The original ending was dark beyond all reason, especially when you consider this was always going to be a PG-13 movie due to the budget required by the scale of the action.  According to Movies.com, the plane leaving Israel was headed towards Moscow, it arrives there safely, and then shit gets crazy:

The elderly and the sick are executed and the healthy people, including a very shaken Gerry, are immediately drafted into armed service, though not before one particularly nasty Russian soldier takes Gerry’s cell phone. The story then jumps forward an unknown amount of time and we catch up with Gerry, who now has a full beard and has been a part of Russia’s zombie-clearing squad at least long enough for it to have changed to winter. He looks almost dead inside, but the reality is that over this time he’s become an experienced and ruthless zombie killer, and he’s the leader of his own equally capable unit.

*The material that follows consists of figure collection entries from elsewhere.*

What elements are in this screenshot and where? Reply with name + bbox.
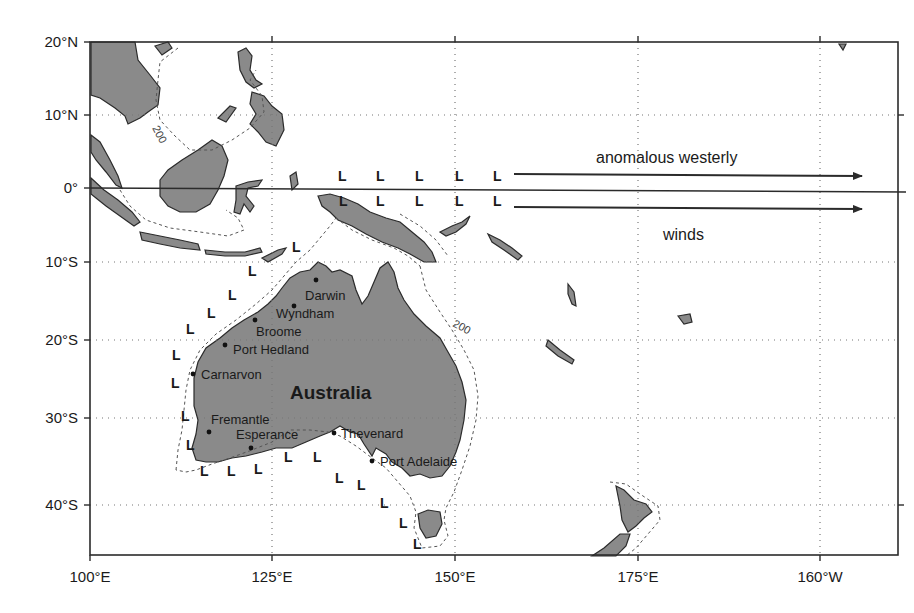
annotation-line1: anomalous westerly: [596, 149, 737, 166]
land-lesser-sunda: [205, 248, 262, 256]
land-solomons: [488, 234, 522, 260]
city-label-thevenard: Thevenard: [341, 426, 403, 441]
city-label-carnarvon: Carnarvon: [201, 367, 262, 382]
low-marker: L: [292, 239, 301, 255]
low-marker: L: [399, 515, 408, 531]
land-island-ne: [839, 44, 846, 50]
low-marker: L: [493, 168, 502, 184]
x-tick-150e: 150°E: [434, 568, 475, 585]
annotation-line2: winds: [662, 226, 704, 243]
arrow-upper: [514, 174, 862, 176]
y-tick-20s: 20°S: [45, 331, 78, 348]
low-marker: L: [200, 463, 209, 479]
low-marker: L: [284, 449, 293, 465]
land-hainan: [155, 42, 172, 55]
city-label-port-adelaide: Port Adelaide: [380, 454, 457, 469]
low-marker: L: [186, 437, 195, 453]
land-java: [140, 232, 200, 250]
low-marker: L: [338, 168, 347, 184]
country-label-australia: Australia: [290, 382, 372, 403]
land-mindanao: [250, 92, 284, 146]
city-label-broome: Broome: [256, 324, 302, 339]
y-tick-30s: 30°S: [45, 409, 78, 426]
land-borneo: [160, 140, 228, 212]
low-marker: L: [376, 193, 385, 209]
city-dot-carnarvon: [191, 372, 196, 377]
y-tick-10s: 10°S: [45, 253, 78, 270]
low-marker: L: [254, 461, 263, 477]
city-dot-esperance: [249, 446, 254, 451]
y-tick-0: 0°: [64, 179, 78, 196]
low-marker: L: [172, 347, 181, 363]
land-indochina: [91, 42, 160, 124]
low-marker: L: [380, 495, 389, 511]
land-malay-peninsula: [91, 135, 122, 188]
land-tasmania: [418, 510, 442, 538]
y-axis-labels: 20°N 10°N 0° 10°S 20°S 30°S 40°S: [44, 33, 78, 513]
land-halmahera: [290, 172, 298, 190]
x-tick-175e: 175°E: [617, 568, 658, 585]
x-axis-labels: 100°E 125°E 150°E 175°E 160°W: [69, 568, 843, 585]
land-new-caledonia: [546, 340, 574, 364]
city-label-port-hedland: Port Hedland: [233, 342, 309, 357]
low-marker: L: [186, 321, 195, 337]
graticule: [90, 42, 898, 555]
low-marker: L: [376, 168, 385, 184]
city-dot-darwin: [314, 278, 319, 283]
y-tick-10n: 10°N: [44, 106, 78, 123]
x-tick-125e: 125°E: [251, 568, 292, 585]
city-dot-fremantle: [207, 430, 212, 435]
low-marker: L: [493, 193, 502, 209]
x-tick-160w: 160°W: [797, 568, 843, 585]
low-marker: L: [228, 287, 237, 303]
land-nz-north: [616, 486, 652, 532]
land-palawan: [218, 106, 236, 122]
low-marker: L: [227, 463, 236, 479]
isobath-label-qld: 200: [451, 317, 473, 336]
low-marker: L: [339, 193, 348, 209]
low-marker: L: [335, 470, 344, 486]
city-dot-port-adelaide: [370, 459, 375, 464]
city-label-wyndham: Wyndham: [276, 306, 334, 321]
city-dot-port-hedland: [223, 343, 228, 348]
y-tick-40s: 40°S: [45, 496, 78, 513]
land-nz-south: [592, 534, 630, 556]
low-marker: L: [415, 193, 424, 209]
city-label-fremantle: Fremantle: [211, 412, 270, 427]
y-tick-20n: 20°N: [44, 33, 78, 50]
low-marker: L: [455, 193, 464, 209]
low-marker: L: [181, 408, 190, 424]
low-marker: L: [413, 536, 422, 552]
city-dot-thevenard: [332, 431, 337, 436]
low-marker: L: [455, 168, 464, 184]
low-marker: L: [313, 449, 322, 465]
map-figure: 20°N 10°N 0° 10°S 20°S 30°S 40°S 100°E 1…: [0, 0, 914, 613]
low-marker: L: [357, 477, 366, 493]
land-new-britain: [440, 216, 470, 236]
map-frame: [90, 42, 898, 555]
low-marker: L: [415, 168, 424, 184]
low-marker: L: [171, 375, 180, 391]
low-marker: L: [207, 305, 216, 321]
x-tick-100e: 100°E: [69, 568, 110, 585]
land-luzon: [238, 48, 262, 88]
city-label-darwin: Darwin: [305, 288, 345, 303]
land-vanuatu: [568, 284, 576, 306]
land-fiji: [678, 314, 692, 324]
city-label-esperance: Esperance: [236, 427, 298, 442]
land-sulawesi: [234, 180, 262, 214]
low-marker: L: [248, 263, 257, 279]
arrow-lower: [514, 207, 862, 209]
land-timor: [262, 248, 286, 262]
city-dot-broome: [253, 318, 258, 323]
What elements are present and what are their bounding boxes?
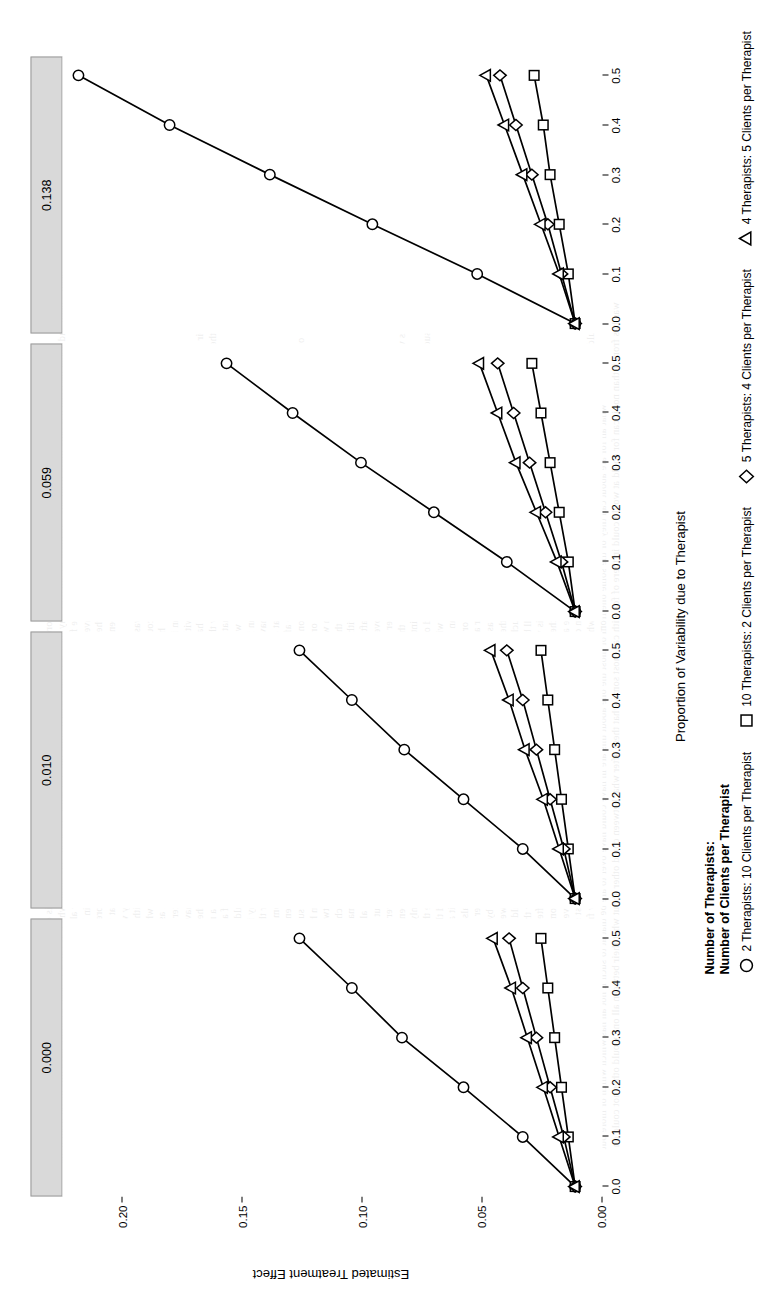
data-point: [517, 1131, 527, 1141]
data-point: [294, 645, 304, 655]
x-tick-mark: [602, 937, 608, 938]
data-point: [545, 170, 555, 180]
x-tick-mark: [602, 1135, 608, 1136]
series-line: [226, 363, 575, 611]
data-point: [346, 982, 356, 992]
x-tick-label: 0.1: [609, 1128, 621, 1144]
x-tick-label: 0.5: [609, 930, 621, 946]
x-tick-mark: [602, 649, 608, 650]
panel-strip-label: 0.010: [30, 631, 62, 909]
x-tick-mark: [602, 511, 608, 512]
legend-entry-label: 5 Therapists: 4 Clients per Therapist: [739, 269, 753, 462]
data-point: [516, 695, 528, 706]
data-point: [543, 695, 553, 705]
data-point: [549, 1032, 559, 1042]
legend-entries: 2 Therapists: 10 Clients per Therapist10…: [737, 56, 755, 974]
data-point: [486, 932, 497, 944]
x-tick-label: 0.2: [609, 216, 621, 232]
legend-entry: 2 Therapists: 10 Clients per Therapist: [737, 751, 755, 974]
y-axis: 0.000.050.100.150.20: [30, 1196, 630, 1242]
legend: Number of Therapists: Number of Clients …: [702, 56, 755, 1196]
x-tick-mark: [602, 362, 608, 363]
data-point: [73, 70, 83, 80]
x-tick-mark: [602, 898, 608, 899]
rotated-page-wrapper: which this more any when and some be tha…: [0, 0, 759, 1292]
panel-plot-area: [62, 56, 602, 334]
x-tick-label: 0.1: [609, 266, 621, 282]
x-tick-label: 0.4: [609, 692, 621, 708]
x-tick-mark: [602, 848, 608, 849]
y-tick-mark: [121, 1196, 122, 1202]
legend-title-line-1: Number of Therapists:: [702, 56, 717, 974]
data-point: [536, 646, 546, 656]
y-tick-label: 0.15: [236, 1205, 248, 1227]
x-tick-mark: [602, 987, 608, 988]
data-point: [502, 932, 514, 943]
data-point: [507, 407, 519, 418]
x-tick-mark: [602, 798, 608, 799]
data-point: [517, 844, 527, 854]
panel-series-canvas: [62, 918, 602, 1196]
panel-strip-label: 0.138: [30, 56, 62, 334]
y-tick-label: 0.00: [595, 1205, 607, 1227]
x-tick-mark: [602, 273, 608, 274]
data-point: [287, 407, 297, 417]
x-tick-label: 0.3: [609, 167, 621, 183]
x-tick-label: 0.0: [609, 603, 621, 619]
data-point: [543, 983, 553, 993]
panel-plot-area: [62, 631, 602, 909]
panel-series-canvas: [62, 343, 602, 621]
panel: 0.0590.00.10.20.30.40.5: [30, 344, 630, 622]
x-tick-mark: [602, 560, 608, 561]
data-point: [264, 169, 274, 179]
circle-marker-icon: [737, 956, 755, 974]
x-tick-label: 0.4: [609, 405, 621, 421]
x-tick-mark: [602, 461, 608, 462]
data-point: [530, 744, 542, 755]
panel: 0.1380.00.10.20.30.40.5: [30, 56, 630, 334]
data-point: [500, 645, 512, 656]
data-point: [294, 933, 304, 943]
data-point: [554, 220, 564, 230]
x-tick-mark: [602, 699, 608, 700]
series-line: [540, 938, 574, 1186]
y-tick-label: 0.10: [356, 1205, 368, 1227]
legend-entry: 4 Therapists: 5 Clients per Therapist: [737, 31, 755, 247]
x-tick-mark: [602, 174, 608, 175]
y-tick-label: 0.05: [475, 1205, 487, 1227]
triangle-marker-icon: [737, 229, 755, 247]
x-axis: 0.00.10.20.30.40.5: [602, 919, 630, 1197]
y-tick-mark: [241, 1196, 242, 1202]
x-axis-title: Proportion of Variability due to Therapi…: [672, 56, 687, 1196]
data-point: [484, 645, 495, 657]
legend-entry-label: 4 Therapists: 5 Clients per Therapist: [739, 31, 753, 224]
legend-entry: 5 Therapists: 4 Clients per Therapist: [737, 269, 755, 485]
data-point: [479, 70, 490, 82]
legend-title-line-2: Number of Clients per Therapist: [717, 56, 732, 974]
data-point: [399, 744, 409, 754]
data-point: [516, 982, 528, 993]
panel-plot-area: [62, 919, 602, 1197]
x-axis: 0.00.10.20.30.40.5: [602, 344, 630, 622]
x-axis: 0.00.10.20.30.40.5: [602, 56, 630, 334]
data-point: [472, 357, 483, 369]
series-line: [509, 938, 575, 1186]
data-point: [221, 358, 231, 368]
legend-title: Number of Therapists: Number of Clients …: [702, 56, 731, 974]
data-point: [554, 507, 564, 517]
data-point: [355, 457, 365, 467]
series-line: [299, 938, 575, 1186]
x-tick-mark: [602, 1185, 608, 1186]
x-axis-title-text: Proportion of Variability due to Therapi…: [672, 511, 687, 742]
data-point: [529, 71, 539, 81]
y-axis-title: Estimated Treatment Effect: [30, 1262, 630, 1286]
x-tick-label: 0.5: [609, 642, 621, 658]
data-point: [458, 1082, 468, 1092]
x-tick-label: 0.5: [609, 355, 621, 371]
y-tick-mark: [601, 1196, 602, 1202]
data-point: [538, 120, 548, 130]
x-tick-mark: [602, 323, 608, 324]
x-tick-mark: [602, 124, 608, 125]
panel-strip-label: 0.059: [30, 344, 62, 622]
series-line: [506, 650, 574, 898]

Even without Lindelof and Goddard’s family-time additions, this turn is darker than anything that came before.  It almost feels like the original writers were aware of The Walking Dead, and wanted to one-up the AMC TV series/comic book.

Gerry discovers that cold is what stops the zombies, and he tells the Russian general that they need to put out the fires, huddle up, and let Russia win the war the same way it always wins wars: letting the hostile weather take care of invaders.  Zombies freeze, Russian forces plus Gerry and Segen win, and then it’s on home to the family…except not.

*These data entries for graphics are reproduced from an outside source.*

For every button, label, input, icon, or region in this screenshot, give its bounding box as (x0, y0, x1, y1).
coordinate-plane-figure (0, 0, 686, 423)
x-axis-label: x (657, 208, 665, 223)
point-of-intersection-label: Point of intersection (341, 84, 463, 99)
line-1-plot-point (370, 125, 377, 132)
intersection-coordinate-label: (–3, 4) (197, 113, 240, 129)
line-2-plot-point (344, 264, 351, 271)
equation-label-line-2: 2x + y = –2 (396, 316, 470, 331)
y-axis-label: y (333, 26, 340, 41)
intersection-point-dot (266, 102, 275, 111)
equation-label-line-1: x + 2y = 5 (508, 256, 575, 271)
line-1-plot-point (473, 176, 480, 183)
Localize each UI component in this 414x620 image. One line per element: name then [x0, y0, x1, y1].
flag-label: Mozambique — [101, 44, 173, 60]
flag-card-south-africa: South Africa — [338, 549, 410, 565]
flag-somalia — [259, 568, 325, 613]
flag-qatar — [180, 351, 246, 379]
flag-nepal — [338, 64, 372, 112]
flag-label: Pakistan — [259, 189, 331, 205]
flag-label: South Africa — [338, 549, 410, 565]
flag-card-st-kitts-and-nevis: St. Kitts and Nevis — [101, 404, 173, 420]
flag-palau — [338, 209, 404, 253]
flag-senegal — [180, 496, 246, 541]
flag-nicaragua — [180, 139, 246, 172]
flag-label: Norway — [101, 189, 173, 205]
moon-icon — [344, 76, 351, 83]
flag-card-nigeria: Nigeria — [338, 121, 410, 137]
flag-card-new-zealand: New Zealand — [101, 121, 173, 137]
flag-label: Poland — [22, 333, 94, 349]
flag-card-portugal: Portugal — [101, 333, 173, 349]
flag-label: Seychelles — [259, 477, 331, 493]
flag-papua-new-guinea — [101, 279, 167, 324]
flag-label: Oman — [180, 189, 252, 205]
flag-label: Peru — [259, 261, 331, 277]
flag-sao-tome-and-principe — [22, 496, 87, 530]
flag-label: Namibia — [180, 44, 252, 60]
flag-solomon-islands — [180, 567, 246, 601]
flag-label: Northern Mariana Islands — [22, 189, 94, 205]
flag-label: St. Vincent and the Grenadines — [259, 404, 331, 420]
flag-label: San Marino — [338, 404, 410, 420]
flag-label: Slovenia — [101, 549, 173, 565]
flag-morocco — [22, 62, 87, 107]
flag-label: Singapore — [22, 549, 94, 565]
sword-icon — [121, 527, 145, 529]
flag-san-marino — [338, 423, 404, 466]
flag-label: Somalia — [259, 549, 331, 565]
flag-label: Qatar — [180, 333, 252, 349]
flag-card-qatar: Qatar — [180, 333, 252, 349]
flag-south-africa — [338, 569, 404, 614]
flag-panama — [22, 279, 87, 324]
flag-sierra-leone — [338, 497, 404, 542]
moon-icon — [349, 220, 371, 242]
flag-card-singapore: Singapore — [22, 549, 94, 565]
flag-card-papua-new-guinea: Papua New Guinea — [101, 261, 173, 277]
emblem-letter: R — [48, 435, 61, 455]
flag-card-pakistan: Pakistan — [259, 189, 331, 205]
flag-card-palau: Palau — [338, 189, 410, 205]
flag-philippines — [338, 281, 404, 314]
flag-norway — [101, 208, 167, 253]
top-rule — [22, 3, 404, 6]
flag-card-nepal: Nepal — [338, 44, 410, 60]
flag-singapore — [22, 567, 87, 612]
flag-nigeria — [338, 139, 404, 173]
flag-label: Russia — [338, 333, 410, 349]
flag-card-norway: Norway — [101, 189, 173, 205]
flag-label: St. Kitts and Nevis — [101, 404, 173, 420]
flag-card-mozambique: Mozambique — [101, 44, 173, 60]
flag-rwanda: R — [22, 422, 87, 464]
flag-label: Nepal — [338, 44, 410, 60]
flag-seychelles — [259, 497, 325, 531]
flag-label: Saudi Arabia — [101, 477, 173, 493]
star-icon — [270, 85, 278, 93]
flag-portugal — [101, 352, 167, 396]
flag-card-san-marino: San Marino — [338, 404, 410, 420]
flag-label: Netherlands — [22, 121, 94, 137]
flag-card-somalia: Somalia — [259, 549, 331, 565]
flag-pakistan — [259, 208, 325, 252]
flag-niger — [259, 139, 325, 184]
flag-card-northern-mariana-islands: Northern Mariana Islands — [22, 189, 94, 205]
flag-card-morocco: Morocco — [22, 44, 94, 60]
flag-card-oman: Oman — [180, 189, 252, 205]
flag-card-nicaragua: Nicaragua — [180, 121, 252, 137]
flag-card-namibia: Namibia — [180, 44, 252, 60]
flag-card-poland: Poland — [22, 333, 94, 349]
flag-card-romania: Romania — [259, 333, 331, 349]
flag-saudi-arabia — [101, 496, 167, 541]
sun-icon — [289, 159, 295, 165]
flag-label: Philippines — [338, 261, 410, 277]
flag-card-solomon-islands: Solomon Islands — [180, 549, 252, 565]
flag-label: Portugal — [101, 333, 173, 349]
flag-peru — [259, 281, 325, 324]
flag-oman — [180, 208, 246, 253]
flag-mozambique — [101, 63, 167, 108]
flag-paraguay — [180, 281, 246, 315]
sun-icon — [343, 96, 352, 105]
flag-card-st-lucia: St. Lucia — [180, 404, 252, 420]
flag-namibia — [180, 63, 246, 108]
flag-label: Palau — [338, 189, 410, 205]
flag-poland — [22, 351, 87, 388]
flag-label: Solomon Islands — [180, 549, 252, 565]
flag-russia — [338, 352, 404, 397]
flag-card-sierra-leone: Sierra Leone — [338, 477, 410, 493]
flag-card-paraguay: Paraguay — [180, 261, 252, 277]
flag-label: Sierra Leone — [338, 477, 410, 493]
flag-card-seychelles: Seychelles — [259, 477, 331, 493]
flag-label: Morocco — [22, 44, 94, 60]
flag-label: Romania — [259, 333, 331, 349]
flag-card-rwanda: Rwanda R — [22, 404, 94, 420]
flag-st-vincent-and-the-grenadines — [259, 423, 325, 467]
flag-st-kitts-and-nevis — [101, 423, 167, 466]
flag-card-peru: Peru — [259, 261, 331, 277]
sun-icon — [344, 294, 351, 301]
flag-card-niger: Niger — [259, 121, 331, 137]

Do you remember the paratrooper who helps rescue Gerry and his family from the building rooftop?  If that guy looked like Matthew Fox, it’s because he was Matthew Fox in a role that was almost completely excised from the picture.  In the original ending, Karin has shacked up with Fox’s character in the Everglades because they’re in a camp where you have to trade to survive, and since Karin apparently has no skills whatsoever and everyone at Paramount forgot that a big tentpole film shouldn’t be a total bummer, she sells her body.  She doesn’t explicitly tell Gerry this when he calls her to tell her about how cold will stop the zombies, but Fox’s character calls him back and says Gerry should just create a new life for because Karin is now Random Paratrooper’s woman.  The movie ends with Gerry, Segen, and Gerry’s friend from the Russian military, Simon, crossing the globe and coming back to America to get Gerry his family back.  They arrive in the U.S., and the film ends with Gerry many miles and at least one movie away from his goal.